What this means is that the private finance initiative can be implemented only with the help of an anti-competitive process which leads inexorably to corruption. If it were cleaned up so that it offered fair competition and value for public money, the big corporations would desert it. Public services would, once more, be controlled by the public.

Two years ago, the European Union realised what was happening in Britain and the other European countries experimenting with PFI. In May 2000 the commission published a draft “consolidated procurement directive”, which would ban the selection of preferred bidders before a contract has been developed. Since then, the British government has been campaigning to continue defrauding the British taxpayer and sustaining this very British form of corruption. With the help of the corporations profiting from PFI, it has been pressing for an amendment which would allow preferred bidders to continue to be selected. The directive has now been laid before the European Parliament, and has reached a critical stage of negotiation.

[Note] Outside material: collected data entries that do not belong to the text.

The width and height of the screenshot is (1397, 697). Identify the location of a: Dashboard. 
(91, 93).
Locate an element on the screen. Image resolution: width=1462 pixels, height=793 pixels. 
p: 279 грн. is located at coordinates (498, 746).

I know it won’t be easy to get people onto the streets to defend a European directive no one has ever heard of. But this obscure piece of legislation offers us the best hope we will ever possess of defending our public services from bankruptcy and collapse. “Down with the government’s amendment to the consolidated procurement directive” isn’t exactly a catchy slogan, but this is the sort of complexity with which we must now engage if we’re serious about political change.